● **Action item**
Each line of the data has to be written out again exactly as shown.

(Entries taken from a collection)
»»
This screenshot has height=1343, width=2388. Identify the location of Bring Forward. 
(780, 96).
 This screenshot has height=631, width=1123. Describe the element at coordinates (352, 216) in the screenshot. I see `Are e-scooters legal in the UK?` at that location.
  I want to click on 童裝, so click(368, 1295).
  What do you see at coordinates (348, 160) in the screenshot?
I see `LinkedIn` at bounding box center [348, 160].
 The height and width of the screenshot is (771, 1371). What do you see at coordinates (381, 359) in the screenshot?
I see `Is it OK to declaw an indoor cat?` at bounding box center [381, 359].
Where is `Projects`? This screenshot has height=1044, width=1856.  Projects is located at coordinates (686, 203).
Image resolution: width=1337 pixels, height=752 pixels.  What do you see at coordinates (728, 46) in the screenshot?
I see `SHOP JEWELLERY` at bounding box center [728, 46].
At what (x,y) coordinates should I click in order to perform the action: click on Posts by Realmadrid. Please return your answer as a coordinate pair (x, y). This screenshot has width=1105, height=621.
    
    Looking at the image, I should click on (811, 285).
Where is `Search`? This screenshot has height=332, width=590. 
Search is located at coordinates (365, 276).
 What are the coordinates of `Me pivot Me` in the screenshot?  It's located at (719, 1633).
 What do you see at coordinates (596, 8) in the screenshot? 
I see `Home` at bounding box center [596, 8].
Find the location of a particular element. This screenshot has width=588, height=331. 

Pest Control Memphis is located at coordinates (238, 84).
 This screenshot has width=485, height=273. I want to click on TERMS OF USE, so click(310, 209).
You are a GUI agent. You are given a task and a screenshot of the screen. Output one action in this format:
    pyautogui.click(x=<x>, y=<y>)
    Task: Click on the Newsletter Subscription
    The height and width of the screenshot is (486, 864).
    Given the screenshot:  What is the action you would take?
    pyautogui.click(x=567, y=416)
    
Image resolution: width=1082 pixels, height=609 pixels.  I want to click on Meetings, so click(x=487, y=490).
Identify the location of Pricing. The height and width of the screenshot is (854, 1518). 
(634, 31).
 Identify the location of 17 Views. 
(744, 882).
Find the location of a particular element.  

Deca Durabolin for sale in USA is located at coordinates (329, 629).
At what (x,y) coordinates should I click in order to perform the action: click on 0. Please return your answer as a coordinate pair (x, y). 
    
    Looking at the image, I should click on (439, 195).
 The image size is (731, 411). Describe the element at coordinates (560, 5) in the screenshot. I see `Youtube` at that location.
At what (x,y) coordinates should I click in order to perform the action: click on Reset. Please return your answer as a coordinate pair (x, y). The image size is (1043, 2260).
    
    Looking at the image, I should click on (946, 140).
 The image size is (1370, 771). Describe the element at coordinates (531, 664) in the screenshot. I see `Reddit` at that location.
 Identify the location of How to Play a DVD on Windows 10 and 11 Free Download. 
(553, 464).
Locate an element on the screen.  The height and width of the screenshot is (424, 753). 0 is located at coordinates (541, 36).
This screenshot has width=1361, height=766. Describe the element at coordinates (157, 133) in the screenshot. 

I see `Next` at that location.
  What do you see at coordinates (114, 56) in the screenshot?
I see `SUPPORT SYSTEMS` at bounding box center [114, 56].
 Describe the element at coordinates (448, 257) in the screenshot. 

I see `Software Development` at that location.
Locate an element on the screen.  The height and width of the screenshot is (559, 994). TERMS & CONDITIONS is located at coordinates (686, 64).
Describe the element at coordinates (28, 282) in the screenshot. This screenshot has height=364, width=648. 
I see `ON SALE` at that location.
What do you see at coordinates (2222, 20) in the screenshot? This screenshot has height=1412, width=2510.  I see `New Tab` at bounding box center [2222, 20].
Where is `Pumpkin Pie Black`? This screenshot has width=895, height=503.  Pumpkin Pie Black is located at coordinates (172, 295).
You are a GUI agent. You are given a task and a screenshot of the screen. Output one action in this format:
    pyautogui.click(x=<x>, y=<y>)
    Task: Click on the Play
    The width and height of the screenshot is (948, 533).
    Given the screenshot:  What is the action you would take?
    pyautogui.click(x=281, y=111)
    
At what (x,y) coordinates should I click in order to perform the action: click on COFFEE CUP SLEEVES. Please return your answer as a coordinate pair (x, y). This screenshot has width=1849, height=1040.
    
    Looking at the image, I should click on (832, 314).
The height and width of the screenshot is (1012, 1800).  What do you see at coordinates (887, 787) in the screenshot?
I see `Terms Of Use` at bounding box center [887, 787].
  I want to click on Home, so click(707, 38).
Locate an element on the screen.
««
● **Problem solution**
This screenshot has height=1343, width=2388. Identify the location of Bring Forward. 
(780, 96).
 This screenshot has height=631, width=1123. Describe the element at coordinates (352, 216) in the screenshot. I see `Are e-scooters legal in the UK?` at that location.
  I want to click on 童裝, so click(368, 1295).
  What do you see at coordinates (348, 160) in the screenshot?
I see `LinkedIn` at bounding box center [348, 160].
 The height and width of the screenshot is (771, 1371). What do you see at coordinates (381, 359) in the screenshot?
I see `Is it OK to declaw an indoor cat?` at bounding box center [381, 359].
Where is `Projects`? This screenshot has height=1044, width=1856.  Projects is located at coordinates (686, 203).
Image resolution: width=1337 pixels, height=752 pixels.  What do you see at coordinates (728, 46) in the screenshot?
I see `SHOP JEWELLERY` at bounding box center [728, 46].
At what (x,y) coordinates should I click in order to perform the action: click on Posts by Realmadrid. Please return your answer as a coordinate pair (x, y). This screenshot has width=1105, height=621.
    
    Looking at the image, I should click on (811, 285).
Where is `Search`? This screenshot has height=332, width=590. 
Search is located at coordinates (365, 276).
 What are the coordinates of `Me pivot Me` in the screenshot?  It's located at (719, 1633).
 What do you see at coordinates (596, 8) in the screenshot? 
I see `Home` at bounding box center [596, 8].
Find the location of a particular element. This screenshot has width=588, height=331. 

Pest Control Memphis is located at coordinates (238, 84).
 This screenshot has width=485, height=273. I want to click on TERMS OF USE, so click(310, 209).
You are a GUI agent. You are given a task and a screenshot of the screen. Output one action in this format:
    pyautogui.click(x=<x>, y=<y>)
    Task: Click on the Newsletter Subscription
    The height and width of the screenshot is (486, 864).
    Given the screenshot:  What is the action you would take?
    pyautogui.click(x=567, y=416)
    
Image resolution: width=1082 pixels, height=609 pixels.  I want to click on Meetings, so click(x=487, y=490).
Identify the location of Pricing. The height and width of the screenshot is (854, 1518). 
(634, 31).
 Identify the location of 17 Views. 
(744, 882).
Find the location of a particular element.  

Deca Durabolin for sale in USA is located at coordinates (329, 629).
At what (x,y) coordinates should I click in order to perform the action: click on 0. Please return your answer as a coordinate pair (x, y). 
    
    Looking at the image, I should click on (439, 195).
 The image size is (731, 411). Describe the element at coordinates (560, 5) in the screenshot. I see `Youtube` at that location.
At what (x,y) coordinates should I click in order to perform the action: click on Reset. Please return your answer as a coordinate pair (x, y). The image size is (1043, 2260).
    
    Looking at the image, I should click on (946, 140).
 The image size is (1370, 771). Describe the element at coordinates (531, 664) in the screenshot. I see `Reddit` at that location.
 Identify the location of How to Play a DVD on Windows 10 and 11 Free Download. 
(553, 464).
Locate an element on the screen.  The height and width of the screenshot is (424, 753). 0 is located at coordinates (541, 36).
This screenshot has width=1361, height=766. Describe the element at coordinates (157, 133) in the screenshot. 

I see `Next` at that location.
  What do you see at coordinates (114, 56) in the screenshot?
I see `SUPPORT SYSTEMS` at bounding box center [114, 56].
 Describe the element at coordinates (448, 257) in the screenshot. 

I see `Software Development` at that location.
Locate an element on the screen.  The height and width of the screenshot is (559, 994). TERMS & CONDITIONS is located at coordinates (686, 64).
Describe the element at coordinates (28, 282) in the screenshot. This screenshot has height=364, width=648. 
I see `ON SALE` at that location.
What do you see at coordinates (2222, 20) in the screenshot? This screenshot has height=1412, width=2510.  I see `New Tab` at bounding box center [2222, 20].
Where is `Pumpkin Pie Black`? This screenshot has width=895, height=503.  Pumpkin Pie Black is located at coordinates (172, 295).
You are a GUI agent. You are given a task and a screenshot of the screen. Output one action in this format:
    pyautogui.click(x=<x>, y=<y>)
    Task: Click on the Play
    The width and height of the screenshot is (948, 533).
    Given the screenshot:  What is the action you would take?
    pyautogui.click(x=281, y=111)
    
At what (x,y) coordinates should I click in order to perform the action: click on COFFEE CUP SLEEVES. Please return your answer as a coordinate pair (x, y). This screenshot has width=1849, height=1040.
    
    Looking at the image, I should click on (832, 314).
The height and width of the screenshot is (1012, 1800).  What do you see at coordinates (887, 787) in the screenshot?
I see `Terms Of Use` at bounding box center [887, 787].
  I want to click on Home, so click(707, 38).
Locate an element on the screen.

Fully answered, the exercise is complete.